Bread Charity Benefactors - Sir Edward Randall, Thomas Ginger, Joseph Chennells

53 Village Life Events 1913 Charity Bread

A Brief account of 3 of Benefactors who attempted to alleviate the poverty in the villages of Edlesborough, Dagnall and Northall

Sir Edward Randall held the advowson ( the right to appoint the vicar) of Edlesborough from 1590, having inherited the position from his father, also Edward. He must have been the person who set up the charity. In 1614 he conveyed the position to the Egerton family and, ultimately, Earl Brownlow (of the Ashridge estate).

Thomas Ginger was a farmer on Edlesborough Green in 1841 and was a prominent member of the community.  Edlesborough residents mainly still paid tithes rather than rents and the Tithe Commissioners were calculating the appropriate equivalent rents for people’s properties, which caused dissatisfaction in some quarters. The Tithe Commissioners placed the Rent Charge notice in his house on Edlesborough Green for inspection by all interested parties.

In 1859 he was qualified to vote in the Buckingham Constituency, Aylesbury polling district, parish of Edlesborough, by virtue of owning cottages and land in Edlesborough, even though he actually lived in Linslade by this time.

He is buried in the fenced grave by the north porch

Joseph Chennells was a farmer at Church Farm Edlesborough. In 1891  he farmed 689 acres, employed 25 labourers and 13 boys. He held several prominent positions eg Church Warden and a Member of the Diocesan Conference, a partner in the Bucks and Oxon Union Bank Ltd, and served as a member of the Grand Jury County Session in 1895. He also had occasion to prosecute various people, including some employees, for various transgressions such as poaching, stealing bags of barley and other poverty led crimes.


◆ Directions:
Only one stretch of the listing below is wanted. Give it again exactly, from the line with "You are a GUI" through the line with "Task: Click on".

◆ Entries shown:

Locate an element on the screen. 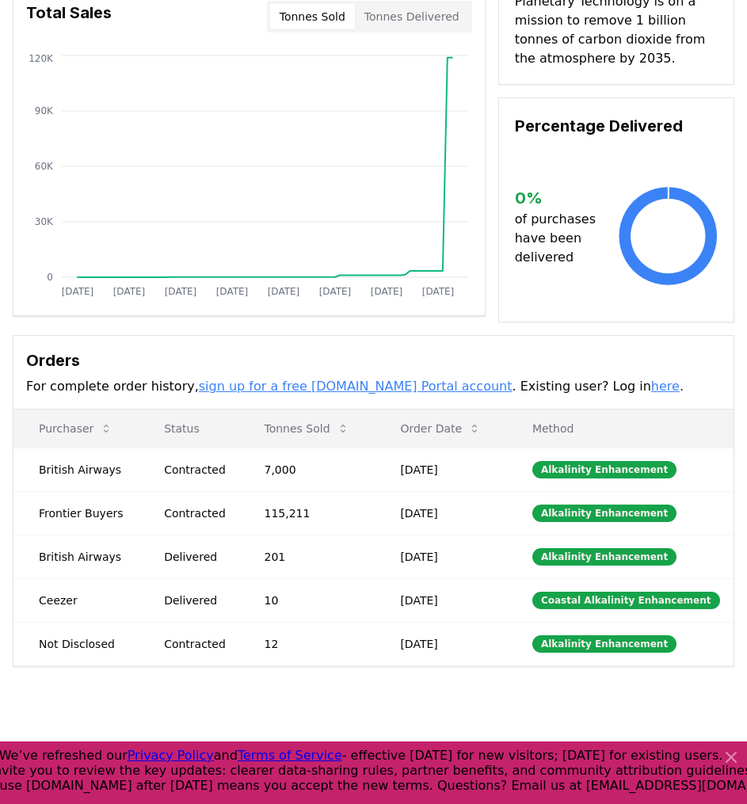 This screenshot has height=804, width=747. p: For complete order history, . Existing user? Log in . is located at coordinates (373, 386).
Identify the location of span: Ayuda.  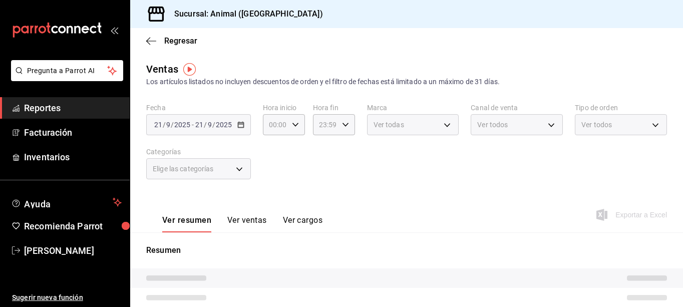
(66, 202).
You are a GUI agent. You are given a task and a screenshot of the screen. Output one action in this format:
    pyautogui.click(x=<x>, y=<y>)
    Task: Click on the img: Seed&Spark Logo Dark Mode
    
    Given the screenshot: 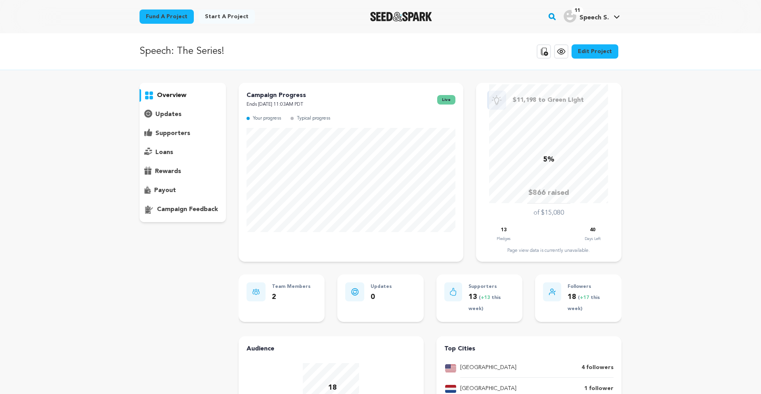 What is the action you would take?
    pyautogui.click(x=401, y=17)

◆ Solution to this exercise:
You are a GUI agent. You are given a task and a screenshot of the screen. Output one action in this format:
    pyautogui.click(x=<x>, y=<y>)
    Task: Click on the img: Seed&Spark Logo Dark Mode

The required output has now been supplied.